Poles, along with their Baltic and Nordic neighbors, are increasingly impatient. They are frustrated by American dithering over Ukraine and the restraints it imposes on responding to Russian gray-zone attacks. They fear that Vladimir Putin’s regime or its successor will be ready for another war far earlier than most Westerners think. They are spending stonking amounts on defense and building a web of tight bilateral and multilateral ties in security, planning, intelligence, and procurement.
The contrast with countries further south is stark. Central Europeans are not just laggards. They are heading in the wrong direction. Austria’s election winner was the FPÖ of Herbert Kickl, who, as interior minister, made his country an intelligence pariah. Slovakia last year re-elected Robert Fico, a forthright critic of the Ukraine war and ally of Hungary’s veteran strongman Victor Orbán. The Czech government, admirably hawkish on foreign policy, is splintering and unpopular amid cost-of-living woes. The former prime minister and tycoon Andrej Babiš hopes for a comeback next year. Along with Fico and Orbán, Babiš is part of the new “Patriots for Europe” grouping, which opposes aid for Ukraine and blames the war on the West.
Not that the picture to the west is much cheerier. Pro-Putin parties of right and left have done well in recent regional elections in Germany. Chancellor Olaf Scholz’s coalition is increasingly dysfunctional. Its failure goes far beyond Russia. The China policy of Europe’s largest economy seems driven by short-term commercial considerations. Among the big countries’ leaders, only Italy’s Giorgia Meloni offers clarity and decisiveness.
The mess among the European Union’s member states places an even greater role on the new European Commission. The answer to the apocryphal question (wrongly attributed to Henry Kissinger), “Who do I call if I want to speak to Europe?” is clear: Commission President Ursula von der Leyen. The new team has been chosen but is not yet in place. Delaying hearings at the European Parliament until November looks self-indulgent. The world is on fire, and decisions were needed yesterday. EU dithering on enlargement, for example, is fuelling discontent across the candidate countries in south-eastern Europe. Russia and China make hay from that.
In short, the “Big Europe” of 30-plus countries, whether in NATO, the EU, or both, is unready to shoulder the burden of its own security. It lacks a strategic outlook: it has nothing to say about the Middle East, for example. National self-interest means its defense industries are fragmented. It fails to use its hefty development aid strategically in Asian, African, and Latin American countries, where anti-Israel and anti-American sentiment is running hot.

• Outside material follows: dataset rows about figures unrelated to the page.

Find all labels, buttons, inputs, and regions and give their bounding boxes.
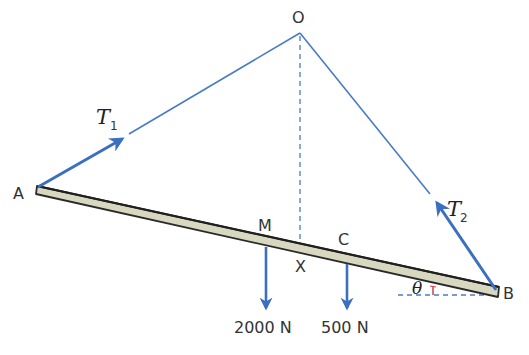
label-M: M bbox=[258, 216, 272, 235]
label-T2-subscript: 2 bbox=[460, 211, 468, 225]
beam bbox=[36, 186, 499, 297]
t1-arrow bbox=[38, 139, 122, 187]
load-label-C: 500 N bbox=[321, 318, 369, 337]
label-B: B bbox=[503, 284, 514, 303]
beam-top-edge bbox=[37, 186, 499, 287]
label-theta: θ bbox=[412, 278, 422, 298]
angle-tick bbox=[430, 286, 436, 287]
beam-diagram: O A B M C X T 1 T 2 θ 2000 N 500 N bbox=[0, 0, 529, 355]
label-X: X bbox=[295, 257, 306, 276]
label-C: C bbox=[338, 230, 349, 249]
string-O-B bbox=[300, 33, 430, 194]
label-T1-subscript: 1 bbox=[110, 119, 118, 133]
label-A: A bbox=[13, 184, 24, 203]
label-O: O bbox=[292, 8, 305, 27]
load-label-M: 2000 N bbox=[234, 318, 292, 337]
string-A-O bbox=[129, 33, 300, 134]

Nor is Europe yet capable of being a dependable ally for the United States. In theory, the deal should be obvious: help the Americans contain and constrain China in return for a continued US military guarantee to Europe. But too many Europeans flinch at the thought of being embroiled in a global confrontation with China. They would rather make money. And the US backstop in Europe looks alarmingly like a frontstop, placing too much cost and risk on the American side. Most military plans rely heavily on the assumption that the Americans will save the day.
Against that background, the Nordic-Polish-Baltic framework looks particularly important. These are allies with effective governments, strong economies, resilient societies, and capable militaries. Add a few more countries – Britain, the Netherlands, and Romania, say — and this new “minilateral” around the Baltic Sea looks increasingly promising.
One question is how quickly its existing military-focused cooperation can add political, diplomatic, and administrative heft. Another is whether it can withstand the Russian pressure that has been so successful elsewhere.
Edward Lucas is a Non-resident Senior Fellow and Senior Advisor at the Center for European Policy Analysis (CEPA).
Europe’s Edge is CEPA’s online journal covering critical topics on the foreign policy docket across Europe and North America. All opinions are those of the author and do not necessarily represent the position or views of the institutions they represent or the Center for European Policy Analysis.